What functions implicitly shapes the next move but in a way that can imply something quite new and more intricate than could follow consistently from any of the crossed determinants. Such a next move is anything but arbitrary; it may be so demandingly and precisely implied and so difficult to devise that it may not come at all. Still we prefer the pregnant openness to the easy moves.

Situatedness does differ individually and historically, but that does not mean there is no human nature. People who differ [Page 35] from us can make us understand them. Goethe said: One travels, then one brings home what is valuable from other cultures.

Dilthey said it more exactly than Goethe: "Anything human is in principle understandable." When we read, we understand authors better than they understood themselves, he said. Let us understand this better. Let us explicate it further than Dilthey did:

Cultural forms do not enclose.
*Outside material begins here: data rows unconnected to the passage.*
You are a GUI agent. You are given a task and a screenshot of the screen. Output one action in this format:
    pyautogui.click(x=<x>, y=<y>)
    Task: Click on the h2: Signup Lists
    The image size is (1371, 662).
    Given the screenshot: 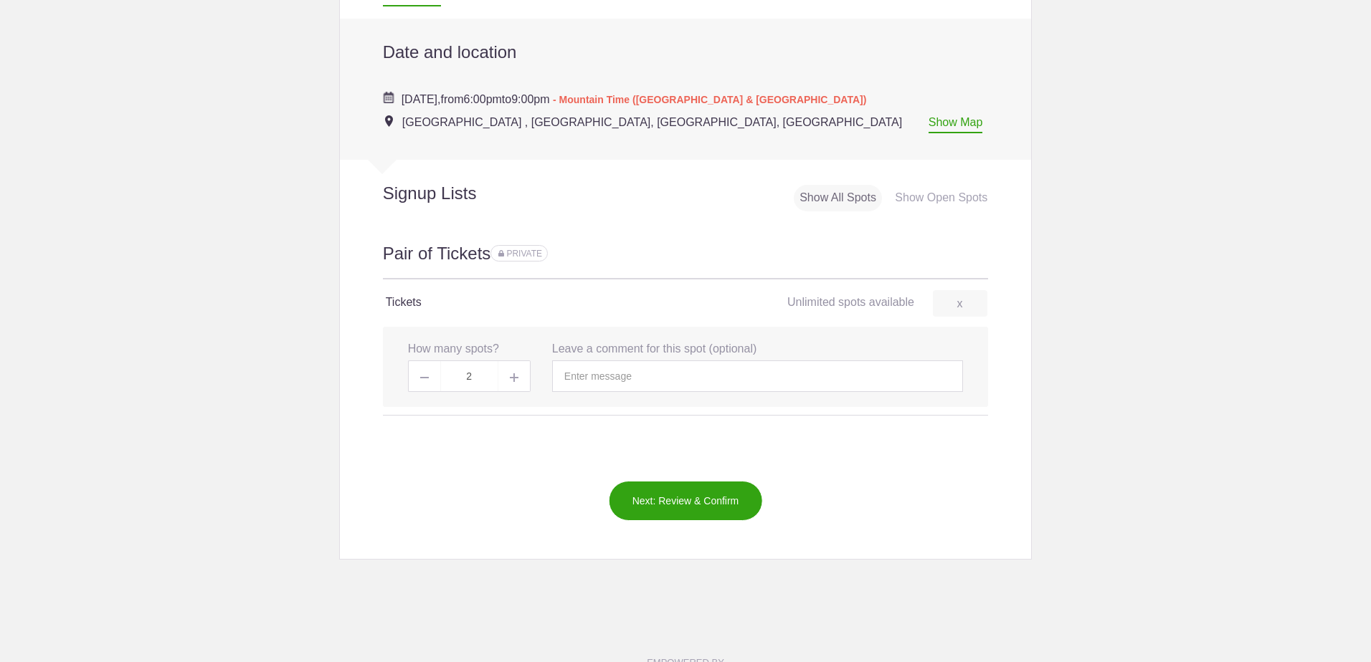 What is the action you would take?
    pyautogui.click(x=455, y=194)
They are implicitly governed in the vastly more intricate crossing of bodily living.

Of course one can misunderstand a culture. But the "marginal" person who has lived in two cultures can accurately explicate each in ways that cannot be done from one culture alone.

To understand is not a mix or merger that partly distorts. If one does not understand a culture, statement, or text exactly, one misunderstands. No, we understand exactly. But to understand is an implicit function. Our own experience (history, events, situations .....) crosses with the text; they implicitly govern each other. With all that functioning implicitly, of course we can explicate in ways the author could not. But we also understand ourselves better than before, and in new ways.
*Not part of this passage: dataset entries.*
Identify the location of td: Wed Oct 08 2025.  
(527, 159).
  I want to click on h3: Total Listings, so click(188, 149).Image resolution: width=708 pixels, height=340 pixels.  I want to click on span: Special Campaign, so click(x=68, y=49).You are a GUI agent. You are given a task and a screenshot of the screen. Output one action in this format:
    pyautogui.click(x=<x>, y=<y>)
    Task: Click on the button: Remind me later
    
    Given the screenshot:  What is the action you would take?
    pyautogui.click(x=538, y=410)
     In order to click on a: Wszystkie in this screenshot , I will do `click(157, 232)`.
When our personal experiences and historical determinants function implicitly, they do not confine. They do not limit our next steps to remain consistent with them, as explicit logical forms seem to do. What functions implicitly together is always already crossed.

In crossing each of the many is not just itself, and has never been just itself. As just itself each determinant would constrain everything subsequent to be consistent with itself. In crossing each is not itself but crossed and governed by the others. This explains the openness in spite of so many determinants. Indeed, since each undoes the enclosure of the others, the more determinants the more openness. [3]
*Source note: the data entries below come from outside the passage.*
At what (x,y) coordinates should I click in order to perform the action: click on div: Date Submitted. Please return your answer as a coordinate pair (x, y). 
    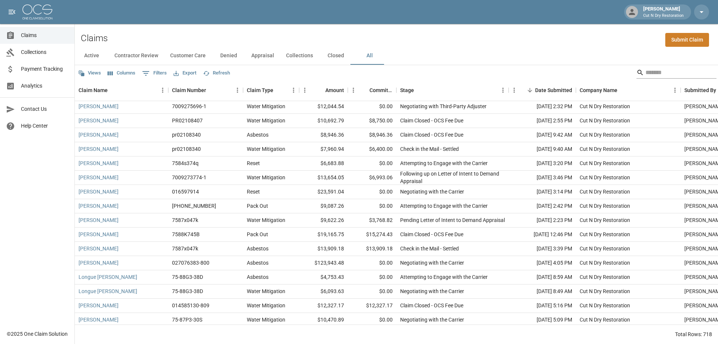
    Looking at the image, I should click on (542, 90).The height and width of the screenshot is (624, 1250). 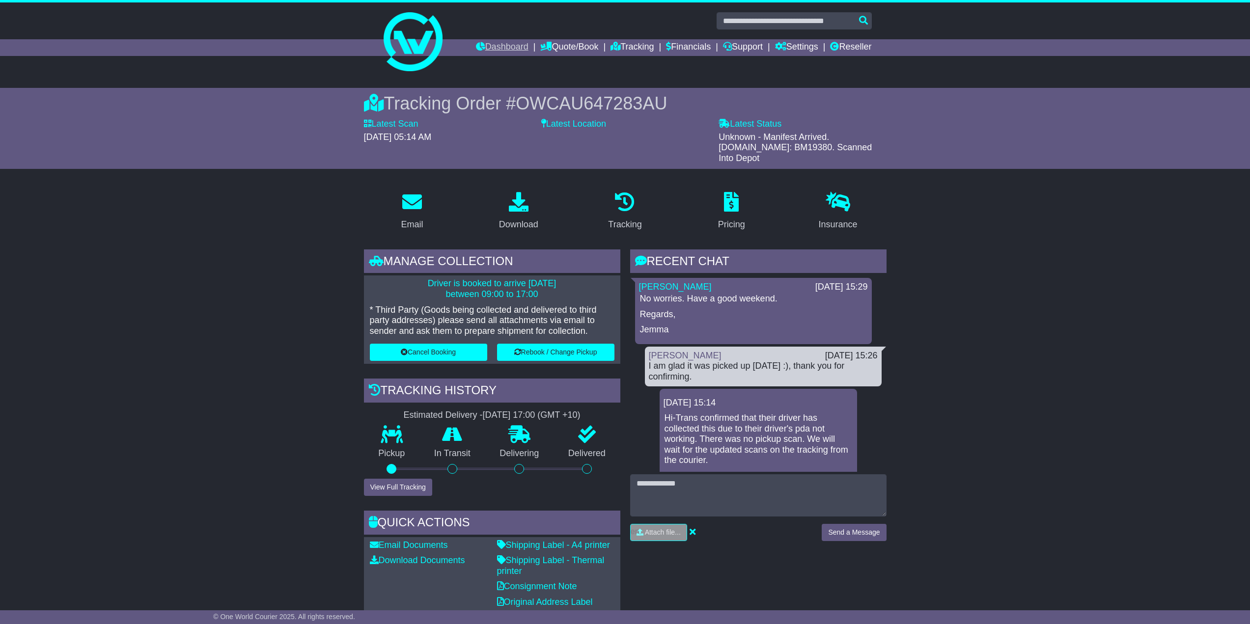 What do you see at coordinates (452, 454) in the screenshot?
I see `p: In Transit` at bounding box center [452, 454].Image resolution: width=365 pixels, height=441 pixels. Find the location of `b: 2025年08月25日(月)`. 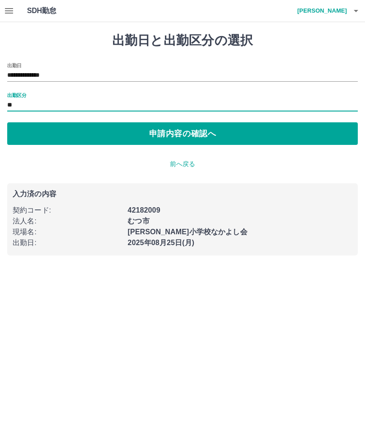

b: 2025年08月25日(月) is located at coordinates (161, 242).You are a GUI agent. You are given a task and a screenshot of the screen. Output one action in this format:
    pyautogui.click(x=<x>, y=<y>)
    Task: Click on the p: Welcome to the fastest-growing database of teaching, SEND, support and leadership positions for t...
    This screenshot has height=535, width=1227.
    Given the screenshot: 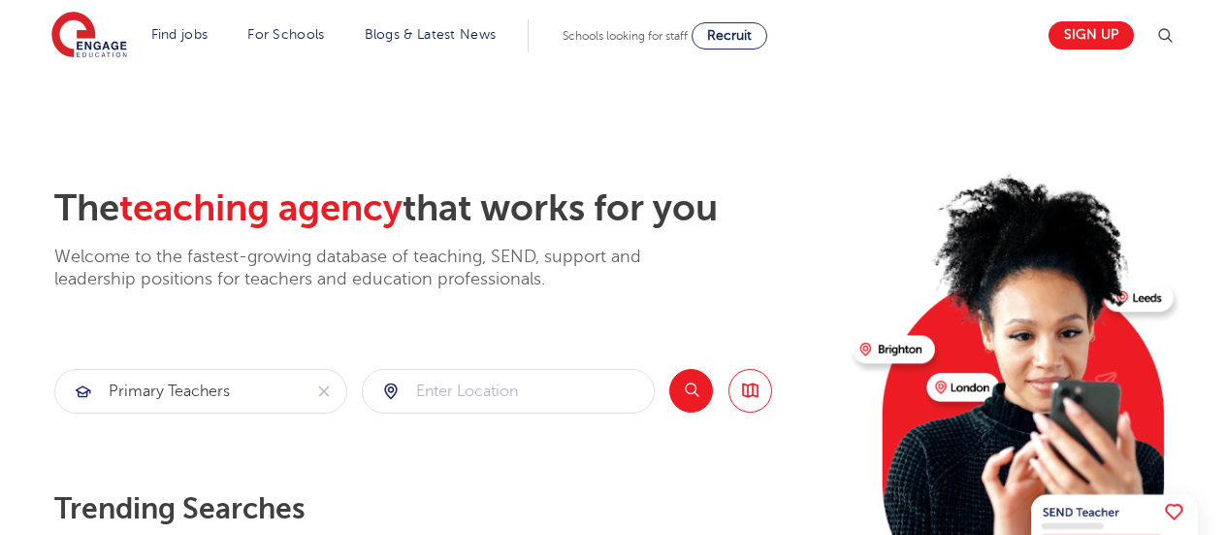 What is the action you would take?
    pyautogui.click(x=374, y=268)
     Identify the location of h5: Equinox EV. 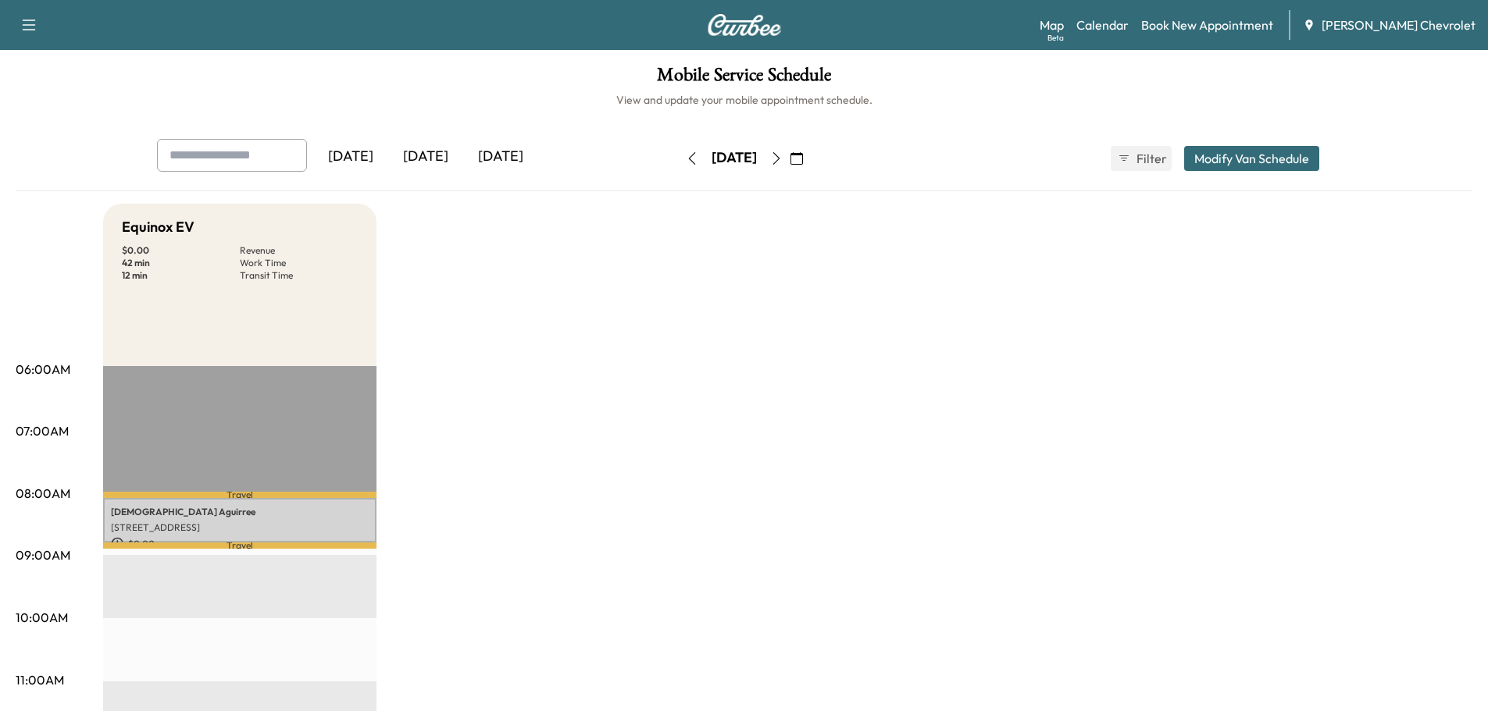
(158, 227).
Each of the many has already opened the enclosure of each of the others. The result is open for further crossing. This crossed openness for further crossing is a universal human nature. Human nature is beyond both rationalism and culturalism.

Now the word "nature" has changed to include the role of the implicit. We could pursue how this has changed the concepts that the word usually brings. To do it we would use more words whose schemes change. Each would say something new in and about how the implicit functions. There is no end to this.

REFERENCES

[1] Heidegger, M. What is a Thing? (Die Frage Nach dem Ding)

[2] –––––Being and Time, Part 1, Chapter 5.

[3] Gendlin, E. T. Experiencing and the Creation of Meaning. New York: Free Press, Macmillan, 1962.

–––––"Thinking Beyond Patterns: Body, Language, and Situations." In The Presence of Feeling in Thought. Eds: B. den Ouden and M. Moen, New York: Peter Lang, 1992.

[4] –––––A Process Model. Unpublished manuscript.